The Duchess: Jodie Whittaker enthralls in this grisly, modernised Jacobean tragedy
As David Tennant transfers Macbeth to the West End and Ncuti Gatwa prepares for an upcoming production of The Importance of Being Earnest, fellow Doctor Who alumna Jodie Whittaker makes her own return to the stage. It’s been more than a decade since her last theatrical role in the National’s Antigone (ironically, alongside Christopher Eccleston). The Duchess of Malfi, John Webster’s complex 1613 heroine, is a meaty and testing role for her comeback. But happily – if that’s the right word to use for this harrowing updated version of the grisly Jacobean tragedy – Whittaker proves more than up to the challenge with an enthrallingly layered take on the formidable Duchess.
This reworking by Zinnie Harris (first staged in 2019) doesn’t radically strike out on its own terms: it broadly follows the trajectory of Webster’s play but foregrounds the female characters and the misogyny at play (a choice that renders mixed results). Modernising these events highlights how horribly relevant its themes of male violence still are. In this version, the recently widowed Duchess gets the first word: the play boldly opens with Whittaker at a microphone stand on a white-tiled stage, wearing a sexy Fifties-style red sheath dress, losing herself in a song about desire.

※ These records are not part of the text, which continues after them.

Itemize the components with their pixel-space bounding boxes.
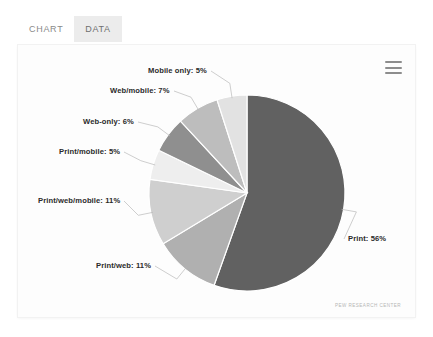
label-web-mobile: Web/mobile: 7% <box>110 86 170 95</box>
leader-line <box>138 122 170 136</box>
label-print-mobile: Print/mobile: 5% <box>59 147 120 156</box>
label-mobile-only: Mobile only: 5% <box>148 66 207 75</box>
footer-credit: PEW RESEARCH CENTER <box>335 303 401 308</box>
chart-card: Print: 56%Print/web: 11%Print/web/mobile… <box>18 45 415 317</box>
leader-line <box>211 71 232 98</box>
leader-line <box>155 266 186 279</box>
leader-line <box>124 201 153 215</box>
tab-chart[interactable]: CHART <box>18 16 74 42</box>
leader-line <box>124 152 155 165</box>
label-web-only: Web-only: 6% <box>83 117 134 126</box>
pie-chart: Print: 56%Print/web: 11%Print/web/mobile… <box>18 45 415 317</box>
label-print-web-mobile: Print/web/mobile: 11% <box>38 196 120 205</box>
chart-data-tab-bar: CHART DATA <box>18 16 122 42</box>
pie-chart-svg <box>18 45 415 317</box>
label-print: Print: 56% <box>348 234 386 243</box>
leader-line <box>174 91 199 110</box>
tab-data[interactable]: DATA <box>74 16 121 42</box>
label-print-web: Print/web: 11% <box>96 261 151 270</box>
pie-slices <box>149 95 345 291</box>
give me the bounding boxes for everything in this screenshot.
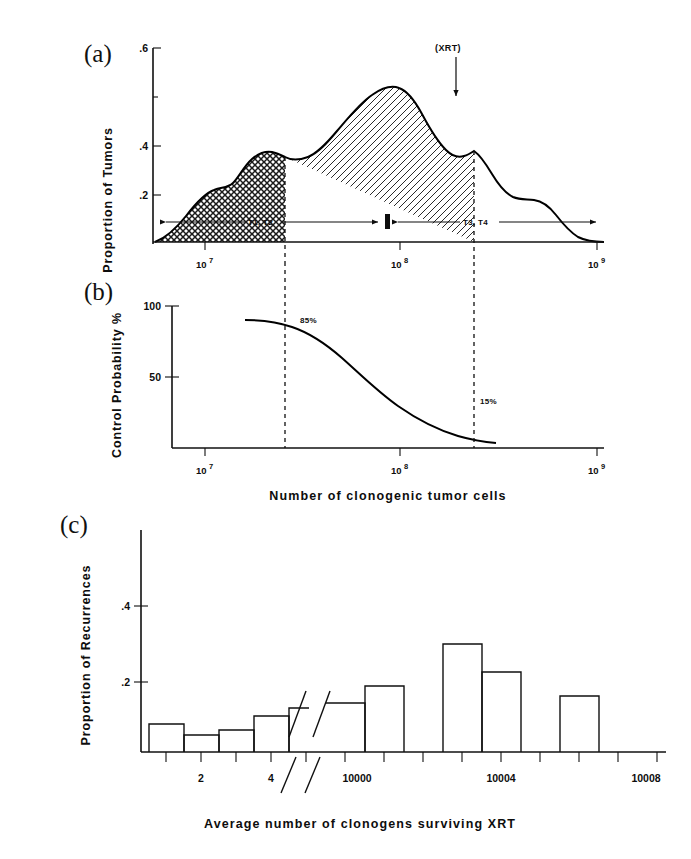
panel-c-ytick-label-0: .4 [121, 600, 130, 612]
panel-b-annot-85: 85% [300, 316, 317, 325]
scientific-figure: (a) Proportion of Tumors .6 .4 .2 10 7 1… [0, 0, 691, 859]
panel-b-xtick-exp-2: 9 [601, 462, 605, 471]
panel-b-xtick-exp-1: 8 [404, 462, 408, 471]
panel-a-ylabel: Proportion of Tumors [101, 127, 115, 273]
panel-b-annot-15: 15% [480, 397, 497, 406]
panel-a-t3t4-label: T3, T4 [463, 218, 488, 227]
panel-a-t1t2-label: T1, T2 [248, 218, 273, 227]
panel-a-ytick-label-2: .2 [139, 189, 148, 201]
panel-a-xtick-exp-0: 7 [209, 256, 213, 265]
panel-b-xtick-base-2: 10 [588, 465, 599, 476]
figure-root: (a) Proportion of Tumors .6 .4 .2 10 7 1… [0, 0, 691, 859]
panel-c-ylabel: Proportion of Recurrences [79, 565, 93, 746]
panel-b-ylabel: Control Probability % [110, 312, 124, 458]
panel-a-xtick-base-2: 10 [588, 259, 599, 270]
panel-a-center-marker [385, 214, 390, 229]
panel-a-xtick-base-1: 10 [391, 259, 402, 270]
panel-a-xtick-base-0: 10 [196, 259, 207, 270]
panel-a-xtick-exp-2: 9 [601, 256, 605, 265]
panel-a-letter: (a) [84, 40, 112, 68]
panel-c-xtick-label-3: 10004 [486, 772, 515, 784]
panel-b-xtick-base-0: 10 [196, 465, 207, 476]
panel-c-letter: (c) [60, 511, 88, 539]
panel-c-xtick-label-4: 10008 [631, 772, 660, 784]
panel-c-xtick-label-2: 10000 [342, 772, 371, 784]
panel-a-ytick-label-0: .6 [139, 42, 148, 54]
panel-c-ytick-label-1: .2 [121, 676, 130, 688]
panel-a-ytick-label-1: .4 [139, 140, 148, 152]
panel-c-xlabel: Average number of clonogens surviving XR… [204, 817, 516, 831]
panel-b-xtick-base-1: 10 [391, 465, 402, 476]
panel-c-xtick-label-1: 4 [268, 772, 274, 784]
panel-a-xtick-exp-1: 8 [404, 256, 408, 265]
panel-c-xtick-label-0: 2 [198, 772, 204, 784]
panel-b-xlabel: Number of clonogenic tumor cells [269, 489, 506, 503]
panel-b-ytick-label-0: 100 [143, 300, 161, 312]
panel-b-xtick-exp-0: 7 [209, 462, 213, 471]
panel-b-ytick-label-1: 50 [149, 371, 161, 383]
panel-b-letter: (b) [84, 278, 113, 306]
panel-a-xrt-label: (XRT) [435, 43, 461, 53]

Her reverie is broken by the intrusion of her brothers, Ferdinand and the Cardinal, who have been listening in disgust from above. The Duchess is glad to be rid of her boring husband, embraces her sexual freedom and laughs in her brothers’ faces when they attempt to rein her in, a reaction that infuriates their sense of importance. When she “disobeys” them by marrying her steward Antonio behind their backs, a devastatingly bloody chain of events unfolds.
Whittaker is magnificent at seamlessly shifting between emotional states and at navigating these shallow male egos: she exudes a defiant, imperial vitality in the face of slut-shaming and attempts to restrict the Duchess’s agency. But she can also be playfully teasing and sultry when seducing Joel Fry’s insecure, slightly useless Antonio or full of joie de vivre when she orgasmically devours an apricot on all fours.
The brutal torture scenes that follow in the grim second half, at the hands of her twin Ferdinand (played with sadistic, raving resolve by Rory Fleck Byrne), are distressing and overwhelming. Trapped within a rusting cube frame with only a bath and a chair, she is psychologically tormented, bombarded with manipulated video footage projected on the back wall, flashing stark white lights and a cacophony of prison bells and gunshots. Dressed in a dirty sack-like dress, Whittaker veers between a howling anguish and steely courage that sends shivers down the spine.
Another impressive turn comes from Paul Ready as the Cardinal. He’s a world away from Motherland’s simpering stay-at-home dad Kevin, here radiating a disquieting, chilling malevolence as he bullies, sexually assaults and murders his way through the play. Such scenes are shocking in their brutality but when other moments call for more subtlety, the script frustratingly insists on spelling out that such behaviours are wrong and misogynistic. It’s at points like these that you most miss Webster’s poetry.
In his play, Webster kills off the Duchess before the final act, leaving the male characters to destroy each other in a bloodbath. Here, Harris keeps the Duchess and the other female victims on as ghostly presences until the final scene, bloody visual reminders of male violence, who enact their revenge by whispering to their tormentors from beyond the grave. While the desire to do this is understandable, it feels more muddled and less striking than their absence would have been. When the gory conclusion arrives, the blackly comic edge to it all verges on the ridiculous, and had audiences nervously laughing on the night I attended.
Despite this tonally jarring ending – and some occasionally distracting technical interventions – Harris pulls off a pacy, intense production. Revivals of Webster’s classic come around often enough, but Whittaker and this superb ensemble are surely reason enough to pay the Trafalgar a visit. Who knows? It may be another decade before you have a chance to see her onstage again.